§ **BRIEF**
What you return must match the listing word for word.

§ **RECORDS SHOWN**

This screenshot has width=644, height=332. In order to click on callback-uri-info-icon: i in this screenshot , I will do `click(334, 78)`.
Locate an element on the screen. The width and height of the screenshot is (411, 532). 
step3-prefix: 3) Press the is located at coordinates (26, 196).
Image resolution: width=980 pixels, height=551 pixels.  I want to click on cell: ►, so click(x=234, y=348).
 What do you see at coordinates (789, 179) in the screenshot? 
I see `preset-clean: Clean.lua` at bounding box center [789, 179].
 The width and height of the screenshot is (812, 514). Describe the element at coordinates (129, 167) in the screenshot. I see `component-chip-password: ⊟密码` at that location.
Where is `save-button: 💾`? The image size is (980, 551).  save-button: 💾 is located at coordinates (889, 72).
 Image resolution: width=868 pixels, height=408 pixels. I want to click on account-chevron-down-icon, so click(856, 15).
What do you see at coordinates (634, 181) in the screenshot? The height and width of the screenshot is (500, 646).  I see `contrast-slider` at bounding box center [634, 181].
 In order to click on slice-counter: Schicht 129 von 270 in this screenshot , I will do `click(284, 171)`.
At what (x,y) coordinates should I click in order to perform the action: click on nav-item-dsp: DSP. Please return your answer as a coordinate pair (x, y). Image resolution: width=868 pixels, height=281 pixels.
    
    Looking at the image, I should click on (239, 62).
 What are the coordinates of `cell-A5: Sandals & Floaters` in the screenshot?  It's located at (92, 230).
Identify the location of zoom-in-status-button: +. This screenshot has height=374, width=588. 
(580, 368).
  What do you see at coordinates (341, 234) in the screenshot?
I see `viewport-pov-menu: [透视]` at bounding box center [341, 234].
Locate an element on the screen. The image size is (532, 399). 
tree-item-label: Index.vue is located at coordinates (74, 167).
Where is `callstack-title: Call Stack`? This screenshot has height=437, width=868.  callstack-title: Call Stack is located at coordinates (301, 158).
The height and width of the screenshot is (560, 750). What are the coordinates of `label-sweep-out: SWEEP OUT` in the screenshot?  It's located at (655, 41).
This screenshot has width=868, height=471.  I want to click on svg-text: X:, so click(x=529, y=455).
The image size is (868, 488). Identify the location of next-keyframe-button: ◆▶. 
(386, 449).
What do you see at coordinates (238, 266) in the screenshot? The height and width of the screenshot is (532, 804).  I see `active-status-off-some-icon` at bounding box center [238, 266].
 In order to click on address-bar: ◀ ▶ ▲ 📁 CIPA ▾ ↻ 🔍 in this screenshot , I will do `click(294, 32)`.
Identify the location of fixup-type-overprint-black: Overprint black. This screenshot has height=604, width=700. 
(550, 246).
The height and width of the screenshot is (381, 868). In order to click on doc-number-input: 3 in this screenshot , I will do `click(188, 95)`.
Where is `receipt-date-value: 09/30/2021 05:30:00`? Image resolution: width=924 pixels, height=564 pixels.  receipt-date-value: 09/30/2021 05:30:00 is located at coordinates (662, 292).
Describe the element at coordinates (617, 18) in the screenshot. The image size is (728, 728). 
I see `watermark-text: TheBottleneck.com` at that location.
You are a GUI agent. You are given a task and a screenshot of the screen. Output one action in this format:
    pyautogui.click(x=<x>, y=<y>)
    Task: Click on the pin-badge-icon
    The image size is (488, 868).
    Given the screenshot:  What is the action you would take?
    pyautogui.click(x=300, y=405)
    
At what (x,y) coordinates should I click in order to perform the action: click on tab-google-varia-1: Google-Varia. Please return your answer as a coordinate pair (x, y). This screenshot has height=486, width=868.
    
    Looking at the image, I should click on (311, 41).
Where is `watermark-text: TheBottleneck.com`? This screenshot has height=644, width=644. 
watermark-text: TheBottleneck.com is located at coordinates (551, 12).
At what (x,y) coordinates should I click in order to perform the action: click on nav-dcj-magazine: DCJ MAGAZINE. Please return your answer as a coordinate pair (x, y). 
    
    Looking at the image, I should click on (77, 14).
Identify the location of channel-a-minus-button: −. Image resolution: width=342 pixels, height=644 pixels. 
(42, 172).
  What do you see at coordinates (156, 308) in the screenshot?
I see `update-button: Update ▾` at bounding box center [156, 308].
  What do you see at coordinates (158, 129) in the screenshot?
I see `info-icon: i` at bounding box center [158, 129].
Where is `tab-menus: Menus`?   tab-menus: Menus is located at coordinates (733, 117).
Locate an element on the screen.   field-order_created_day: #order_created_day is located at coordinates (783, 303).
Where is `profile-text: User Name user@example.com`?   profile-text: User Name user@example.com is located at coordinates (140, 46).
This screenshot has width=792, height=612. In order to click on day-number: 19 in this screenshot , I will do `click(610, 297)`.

§ **RESULT FOR THIS TASK**
This screenshot has width=644, height=332. In order to click on callback-uri-info-icon: i in this screenshot , I will do `click(334, 78)`.
Locate an element on the screen. The width and height of the screenshot is (411, 532). 
step3-prefix: 3) Press the is located at coordinates (26, 196).
Image resolution: width=980 pixels, height=551 pixels.  I want to click on cell: ►, so click(x=234, y=348).
 What do you see at coordinates (789, 179) in the screenshot? 
I see `preset-clean: Clean.lua` at bounding box center [789, 179].
 The width and height of the screenshot is (812, 514). Describe the element at coordinates (129, 167) in the screenshot. I see `component-chip-password: ⊟密码` at that location.
Where is `save-button: 💾`? The image size is (980, 551).  save-button: 💾 is located at coordinates (889, 72).
 Image resolution: width=868 pixels, height=408 pixels. I want to click on account-chevron-down-icon, so click(856, 15).
What do you see at coordinates (634, 181) in the screenshot? The height and width of the screenshot is (500, 646).  I see `contrast-slider` at bounding box center [634, 181].
 In order to click on slice-counter: Schicht 129 von 270 in this screenshot , I will do `click(284, 171)`.
At what (x,y) coordinates should I click in order to perform the action: click on nav-item-dsp: DSP. Please return your answer as a coordinate pair (x, y). Image resolution: width=868 pixels, height=281 pixels.
    
    Looking at the image, I should click on (239, 62).
 What are the coordinates of `cell-A5: Sandals & Floaters` in the screenshot?  It's located at (92, 230).
Identify the location of zoom-in-status-button: +. This screenshot has height=374, width=588. 
(580, 368).
  What do you see at coordinates (341, 234) in the screenshot?
I see `viewport-pov-menu: [透视]` at bounding box center [341, 234].
Locate an element on the screen. The image size is (532, 399). 
tree-item-label: Index.vue is located at coordinates (74, 167).
Where is `callstack-title: Call Stack`? This screenshot has height=437, width=868.  callstack-title: Call Stack is located at coordinates (301, 158).
The height and width of the screenshot is (560, 750). What are the coordinates of `label-sweep-out: SWEEP OUT` in the screenshot?  It's located at (655, 41).
This screenshot has width=868, height=471.  I want to click on svg-text: X:, so click(x=529, y=455).
The image size is (868, 488). Identify the location of next-keyframe-button: ◆▶. 
(386, 449).
What do you see at coordinates (238, 266) in the screenshot? The height and width of the screenshot is (532, 804).  I see `active-status-off-some-icon` at bounding box center [238, 266].
 In order to click on address-bar: ◀ ▶ ▲ 📁 CIPA ▾ ↻ 🔍 in this screenshot , I will do `click(294, 32)`.
Identify the location of fixup-type-overprint-black: Overprint black. This screenshot has height=604, width=700. 
(550, 246).
The height and width of the screenshot is (381, 868). In order to click on doc-number-input: 3 in this screenshot , I will do `click(188, 95)`.
Where is `receipt-date-value: 09/30/2021 05:30:00`? Image resolution: width=924 pixels, height=564 pixels.  receipt-date-value: 09/30/2021 05:30:00 is located at coordinates (662, 292).
Describe the element at coordinates (617, 18) in the screenshot. The image size is (728, 728). 
I see `watermark-text: TheBottleneck.com` at that location.
You are a GUI agent. You are given a task and a screenshot of the screen. Output one action in this format:
    pyautogui.click(x=<x>, y=<y>)
    Task: Click on the pin-badge-icon
    The image size is (488, 868).
    Given the screenshot:  What is the action you would take?
    pyautogui.click(x=300, y=405)
    
At what (x,y) coordinates should I click in order to perform the action: click on tab-google-varia-1: Google-Varia. Please return your answer as a coordinate pair (x, y). This screenshot has height=486, width=868.
    
    Looking at the image, I should click on (311, 41).
Where is `watermark-text: TheBottleneck.com`? This screenshot has height=644, width=644. 
watermark-text: TheBottleneck.com is located at coordinates (551, 12).
At what (x,y) coordinates should I click in order to perform the action: click on nav-dcj-magazine: DCJ MAGAZINE. Please return your answer as a coordinate pair (x, y). 
    
    Looking at the image, I should click on (77, 14).
Identify the location of channel-a-minus-button: −. Image resolution: width=342 pixels, height=644 pixels. 
(42, 172).
  What do you see at coordinates (156, 308) in the screenshot?
I see `update-button: Update ▾` at bounding box center [156, 308].
  What do you see at coordinates (158, 129) in the screenshot?
I see `info-icon: i` at bounding box center [158, 129].
Where is `tab-menus: Menus`?   tab-menus: Menus is located at coordinates (733, 117).
Locate an element on the screen.   field-order_created_day: #order_created_day is located at coordinates (783, 303).
Where is `profile-text: User Name user@example.com`?   profile-text: User Name user@example.com is located at coordinates (140, 46).
This screenshot has width=792, height=612. In order to click on day-number: 19 in this screenshot , I will do `click(610, 297)`.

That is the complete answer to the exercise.